**Pixel coordinate grounding data:**
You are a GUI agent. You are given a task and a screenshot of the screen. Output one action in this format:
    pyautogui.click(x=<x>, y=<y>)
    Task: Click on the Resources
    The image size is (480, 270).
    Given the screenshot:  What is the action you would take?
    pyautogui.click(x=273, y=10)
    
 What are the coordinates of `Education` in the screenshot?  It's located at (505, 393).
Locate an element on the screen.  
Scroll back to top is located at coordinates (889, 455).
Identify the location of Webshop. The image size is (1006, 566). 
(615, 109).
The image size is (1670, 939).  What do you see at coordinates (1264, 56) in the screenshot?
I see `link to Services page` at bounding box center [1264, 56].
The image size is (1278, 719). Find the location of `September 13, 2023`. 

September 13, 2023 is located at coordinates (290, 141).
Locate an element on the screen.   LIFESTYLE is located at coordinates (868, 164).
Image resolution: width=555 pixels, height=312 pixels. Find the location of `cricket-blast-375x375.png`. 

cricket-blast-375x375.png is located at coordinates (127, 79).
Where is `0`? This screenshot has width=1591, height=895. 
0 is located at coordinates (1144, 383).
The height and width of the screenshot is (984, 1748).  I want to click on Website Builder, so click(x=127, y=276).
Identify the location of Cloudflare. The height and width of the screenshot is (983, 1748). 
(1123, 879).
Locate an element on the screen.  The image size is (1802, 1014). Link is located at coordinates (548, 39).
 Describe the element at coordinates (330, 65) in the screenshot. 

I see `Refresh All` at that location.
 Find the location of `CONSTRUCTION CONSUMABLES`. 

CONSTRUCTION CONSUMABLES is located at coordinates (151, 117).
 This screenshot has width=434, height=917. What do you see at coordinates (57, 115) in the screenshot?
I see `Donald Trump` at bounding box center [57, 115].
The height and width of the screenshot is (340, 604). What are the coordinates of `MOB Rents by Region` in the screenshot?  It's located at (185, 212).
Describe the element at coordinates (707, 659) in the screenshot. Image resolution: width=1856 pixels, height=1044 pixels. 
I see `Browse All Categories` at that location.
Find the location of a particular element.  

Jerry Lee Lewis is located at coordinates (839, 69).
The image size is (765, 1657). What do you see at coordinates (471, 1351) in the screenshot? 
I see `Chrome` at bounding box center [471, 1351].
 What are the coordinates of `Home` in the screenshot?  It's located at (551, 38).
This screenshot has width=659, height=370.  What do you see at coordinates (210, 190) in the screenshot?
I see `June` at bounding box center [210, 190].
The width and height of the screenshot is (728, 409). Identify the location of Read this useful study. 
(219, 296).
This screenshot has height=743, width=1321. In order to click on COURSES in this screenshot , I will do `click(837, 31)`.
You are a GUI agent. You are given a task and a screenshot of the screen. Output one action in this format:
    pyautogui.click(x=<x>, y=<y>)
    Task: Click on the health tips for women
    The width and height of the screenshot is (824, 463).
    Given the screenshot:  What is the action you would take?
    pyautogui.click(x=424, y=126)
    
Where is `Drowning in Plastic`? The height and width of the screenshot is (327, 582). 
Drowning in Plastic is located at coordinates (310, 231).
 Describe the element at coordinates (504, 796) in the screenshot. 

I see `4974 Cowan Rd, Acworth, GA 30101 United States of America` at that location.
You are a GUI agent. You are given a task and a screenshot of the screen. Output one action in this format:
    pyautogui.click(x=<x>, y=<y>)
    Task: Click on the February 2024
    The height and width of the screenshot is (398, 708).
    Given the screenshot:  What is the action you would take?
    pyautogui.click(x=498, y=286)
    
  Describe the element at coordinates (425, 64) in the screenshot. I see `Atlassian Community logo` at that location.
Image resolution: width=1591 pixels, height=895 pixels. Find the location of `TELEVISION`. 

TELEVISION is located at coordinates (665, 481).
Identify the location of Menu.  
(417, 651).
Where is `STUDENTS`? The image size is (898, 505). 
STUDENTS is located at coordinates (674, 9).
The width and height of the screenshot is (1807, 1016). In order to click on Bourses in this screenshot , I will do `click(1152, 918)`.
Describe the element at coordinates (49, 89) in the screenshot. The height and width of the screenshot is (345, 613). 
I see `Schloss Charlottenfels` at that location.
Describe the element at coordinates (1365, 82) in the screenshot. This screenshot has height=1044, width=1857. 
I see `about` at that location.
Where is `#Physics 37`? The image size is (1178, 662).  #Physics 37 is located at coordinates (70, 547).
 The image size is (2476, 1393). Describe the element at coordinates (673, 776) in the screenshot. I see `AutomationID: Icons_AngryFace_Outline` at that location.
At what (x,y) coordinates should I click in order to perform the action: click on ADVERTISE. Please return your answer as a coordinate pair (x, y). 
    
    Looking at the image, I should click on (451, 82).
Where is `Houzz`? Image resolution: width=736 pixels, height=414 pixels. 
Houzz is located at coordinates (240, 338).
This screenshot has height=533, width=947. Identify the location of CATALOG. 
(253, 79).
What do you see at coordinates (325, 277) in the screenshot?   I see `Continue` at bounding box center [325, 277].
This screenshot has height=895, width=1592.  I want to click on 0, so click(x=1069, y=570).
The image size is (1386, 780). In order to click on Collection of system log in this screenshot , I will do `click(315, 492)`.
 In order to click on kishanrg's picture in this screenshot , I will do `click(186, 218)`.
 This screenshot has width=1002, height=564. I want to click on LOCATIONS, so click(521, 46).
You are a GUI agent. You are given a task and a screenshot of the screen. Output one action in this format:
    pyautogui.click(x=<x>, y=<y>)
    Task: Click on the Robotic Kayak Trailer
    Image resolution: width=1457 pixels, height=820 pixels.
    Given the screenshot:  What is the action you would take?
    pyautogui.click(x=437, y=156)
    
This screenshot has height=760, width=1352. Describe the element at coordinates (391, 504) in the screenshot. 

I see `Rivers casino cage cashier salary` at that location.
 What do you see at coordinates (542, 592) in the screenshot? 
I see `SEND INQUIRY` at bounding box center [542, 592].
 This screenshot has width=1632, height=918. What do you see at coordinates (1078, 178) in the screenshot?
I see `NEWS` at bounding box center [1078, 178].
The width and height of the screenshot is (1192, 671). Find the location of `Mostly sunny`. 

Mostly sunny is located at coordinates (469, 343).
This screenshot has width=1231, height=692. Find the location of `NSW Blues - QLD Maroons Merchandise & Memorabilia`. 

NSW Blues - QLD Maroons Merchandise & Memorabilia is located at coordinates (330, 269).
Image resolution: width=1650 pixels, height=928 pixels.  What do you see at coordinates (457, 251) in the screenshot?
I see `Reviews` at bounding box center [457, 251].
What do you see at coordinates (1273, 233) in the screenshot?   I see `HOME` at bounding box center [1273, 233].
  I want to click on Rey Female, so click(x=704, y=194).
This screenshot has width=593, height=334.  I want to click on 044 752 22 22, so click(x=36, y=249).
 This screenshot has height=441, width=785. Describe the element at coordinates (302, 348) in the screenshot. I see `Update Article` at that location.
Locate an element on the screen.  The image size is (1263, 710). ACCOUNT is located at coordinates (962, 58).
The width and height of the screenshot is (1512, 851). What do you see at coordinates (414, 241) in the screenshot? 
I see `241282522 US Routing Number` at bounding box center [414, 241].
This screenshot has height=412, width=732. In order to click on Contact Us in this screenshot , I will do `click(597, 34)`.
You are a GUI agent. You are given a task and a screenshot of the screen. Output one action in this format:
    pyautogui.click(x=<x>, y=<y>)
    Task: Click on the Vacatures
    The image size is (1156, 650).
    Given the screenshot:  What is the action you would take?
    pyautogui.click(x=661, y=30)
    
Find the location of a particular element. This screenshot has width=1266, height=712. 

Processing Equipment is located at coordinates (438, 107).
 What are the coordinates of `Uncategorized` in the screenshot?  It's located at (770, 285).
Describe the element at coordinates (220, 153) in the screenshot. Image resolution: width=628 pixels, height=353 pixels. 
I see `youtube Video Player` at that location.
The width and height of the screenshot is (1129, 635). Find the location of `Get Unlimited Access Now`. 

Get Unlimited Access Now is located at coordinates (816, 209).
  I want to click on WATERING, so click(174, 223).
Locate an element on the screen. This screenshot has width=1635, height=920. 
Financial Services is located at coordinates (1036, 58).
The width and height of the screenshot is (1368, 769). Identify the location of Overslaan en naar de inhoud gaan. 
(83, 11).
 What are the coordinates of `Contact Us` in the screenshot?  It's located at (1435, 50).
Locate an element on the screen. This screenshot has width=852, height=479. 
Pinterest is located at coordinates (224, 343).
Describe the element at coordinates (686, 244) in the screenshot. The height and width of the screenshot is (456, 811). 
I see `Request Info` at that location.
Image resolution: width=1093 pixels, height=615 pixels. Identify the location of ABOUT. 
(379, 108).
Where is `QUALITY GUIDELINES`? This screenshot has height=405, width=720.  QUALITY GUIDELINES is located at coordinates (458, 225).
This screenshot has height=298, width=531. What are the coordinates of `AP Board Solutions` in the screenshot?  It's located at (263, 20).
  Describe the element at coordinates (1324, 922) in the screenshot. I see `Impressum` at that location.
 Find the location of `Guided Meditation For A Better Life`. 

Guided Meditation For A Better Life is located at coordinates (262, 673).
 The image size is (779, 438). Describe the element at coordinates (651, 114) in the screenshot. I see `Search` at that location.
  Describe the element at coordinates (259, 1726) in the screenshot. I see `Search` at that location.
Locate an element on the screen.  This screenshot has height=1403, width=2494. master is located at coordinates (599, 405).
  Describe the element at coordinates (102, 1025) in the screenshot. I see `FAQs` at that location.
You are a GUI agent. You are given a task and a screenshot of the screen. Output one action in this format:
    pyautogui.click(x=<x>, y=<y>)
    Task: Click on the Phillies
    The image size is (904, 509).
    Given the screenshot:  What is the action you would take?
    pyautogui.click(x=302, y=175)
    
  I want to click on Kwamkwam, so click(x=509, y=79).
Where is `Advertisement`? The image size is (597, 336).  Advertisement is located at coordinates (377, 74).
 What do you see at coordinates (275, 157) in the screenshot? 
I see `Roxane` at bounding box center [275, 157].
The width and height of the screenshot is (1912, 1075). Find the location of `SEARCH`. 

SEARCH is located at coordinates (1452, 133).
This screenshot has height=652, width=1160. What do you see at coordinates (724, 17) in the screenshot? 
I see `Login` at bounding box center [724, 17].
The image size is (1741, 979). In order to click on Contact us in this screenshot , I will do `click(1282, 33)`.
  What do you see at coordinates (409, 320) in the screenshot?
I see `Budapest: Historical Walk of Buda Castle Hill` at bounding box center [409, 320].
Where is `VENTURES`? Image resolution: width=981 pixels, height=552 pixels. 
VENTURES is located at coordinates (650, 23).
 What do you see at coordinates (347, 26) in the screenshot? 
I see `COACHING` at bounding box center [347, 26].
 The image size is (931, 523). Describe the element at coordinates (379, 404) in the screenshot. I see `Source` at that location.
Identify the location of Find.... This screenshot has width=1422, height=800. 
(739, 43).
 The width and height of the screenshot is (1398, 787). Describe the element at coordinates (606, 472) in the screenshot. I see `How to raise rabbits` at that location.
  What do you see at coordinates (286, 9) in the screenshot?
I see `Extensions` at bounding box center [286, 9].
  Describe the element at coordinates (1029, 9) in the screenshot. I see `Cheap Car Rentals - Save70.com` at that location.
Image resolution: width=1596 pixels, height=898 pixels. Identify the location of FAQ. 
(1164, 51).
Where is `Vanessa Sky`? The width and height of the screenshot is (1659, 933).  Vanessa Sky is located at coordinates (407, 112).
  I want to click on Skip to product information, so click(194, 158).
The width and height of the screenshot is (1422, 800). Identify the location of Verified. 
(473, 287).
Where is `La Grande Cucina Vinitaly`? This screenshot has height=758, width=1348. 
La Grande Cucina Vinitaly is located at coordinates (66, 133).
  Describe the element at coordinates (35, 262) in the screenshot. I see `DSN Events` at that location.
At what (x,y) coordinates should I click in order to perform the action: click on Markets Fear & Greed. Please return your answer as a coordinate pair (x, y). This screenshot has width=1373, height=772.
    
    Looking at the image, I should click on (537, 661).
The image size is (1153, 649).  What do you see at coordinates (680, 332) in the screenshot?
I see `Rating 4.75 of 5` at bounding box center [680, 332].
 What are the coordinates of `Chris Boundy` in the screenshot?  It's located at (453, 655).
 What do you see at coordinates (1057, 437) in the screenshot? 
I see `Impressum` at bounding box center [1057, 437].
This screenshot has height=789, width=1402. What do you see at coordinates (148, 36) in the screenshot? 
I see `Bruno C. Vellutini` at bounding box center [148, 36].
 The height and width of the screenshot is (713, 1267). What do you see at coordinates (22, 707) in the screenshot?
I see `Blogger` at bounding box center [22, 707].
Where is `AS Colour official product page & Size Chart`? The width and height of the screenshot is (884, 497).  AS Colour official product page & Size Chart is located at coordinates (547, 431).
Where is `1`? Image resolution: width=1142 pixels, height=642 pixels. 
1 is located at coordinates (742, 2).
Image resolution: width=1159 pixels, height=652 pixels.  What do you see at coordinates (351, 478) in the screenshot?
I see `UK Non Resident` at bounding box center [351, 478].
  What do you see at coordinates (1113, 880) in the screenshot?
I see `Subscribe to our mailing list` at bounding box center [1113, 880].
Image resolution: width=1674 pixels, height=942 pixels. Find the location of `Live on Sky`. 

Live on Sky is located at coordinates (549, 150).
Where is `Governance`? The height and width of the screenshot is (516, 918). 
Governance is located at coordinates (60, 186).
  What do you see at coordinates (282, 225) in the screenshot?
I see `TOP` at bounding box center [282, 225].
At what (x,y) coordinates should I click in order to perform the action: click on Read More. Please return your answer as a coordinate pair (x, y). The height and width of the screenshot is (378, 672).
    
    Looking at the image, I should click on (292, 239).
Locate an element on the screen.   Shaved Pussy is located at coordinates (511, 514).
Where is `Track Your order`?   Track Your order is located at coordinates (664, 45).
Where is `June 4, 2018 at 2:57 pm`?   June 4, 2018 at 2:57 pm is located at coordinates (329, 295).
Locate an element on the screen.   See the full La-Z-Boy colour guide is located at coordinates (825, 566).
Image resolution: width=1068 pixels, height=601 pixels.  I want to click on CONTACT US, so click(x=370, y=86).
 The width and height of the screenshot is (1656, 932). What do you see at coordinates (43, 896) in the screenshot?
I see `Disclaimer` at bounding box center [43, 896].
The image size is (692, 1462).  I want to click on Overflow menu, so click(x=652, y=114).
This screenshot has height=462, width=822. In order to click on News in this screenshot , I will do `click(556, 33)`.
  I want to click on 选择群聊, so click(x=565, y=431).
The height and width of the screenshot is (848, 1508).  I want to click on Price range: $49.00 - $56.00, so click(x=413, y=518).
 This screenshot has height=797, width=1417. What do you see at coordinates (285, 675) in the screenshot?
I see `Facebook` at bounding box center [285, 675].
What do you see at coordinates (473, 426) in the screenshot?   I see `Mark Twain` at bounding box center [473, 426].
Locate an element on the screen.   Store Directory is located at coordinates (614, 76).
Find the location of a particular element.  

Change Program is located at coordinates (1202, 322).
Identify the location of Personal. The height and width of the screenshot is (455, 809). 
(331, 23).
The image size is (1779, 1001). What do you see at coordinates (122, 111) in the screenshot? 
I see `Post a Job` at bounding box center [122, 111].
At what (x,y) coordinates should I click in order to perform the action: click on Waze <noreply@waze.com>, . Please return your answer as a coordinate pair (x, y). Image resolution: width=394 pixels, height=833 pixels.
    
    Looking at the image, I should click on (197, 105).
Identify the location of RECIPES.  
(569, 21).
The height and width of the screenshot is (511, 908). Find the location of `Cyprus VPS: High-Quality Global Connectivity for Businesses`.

**Exercise description:**
Exactly the lines from the start of the entries through the one bearing "The image size is (480, 270)." are to be output, with both ends included.

**The answer:**
You are a GUI agent. You are given a task and a screenshot of the screen. Output one action in this format:
    pyautogui.click(x=<x>, y=<y>)
    Task: Click on the Resources
    The image size is (480, 270).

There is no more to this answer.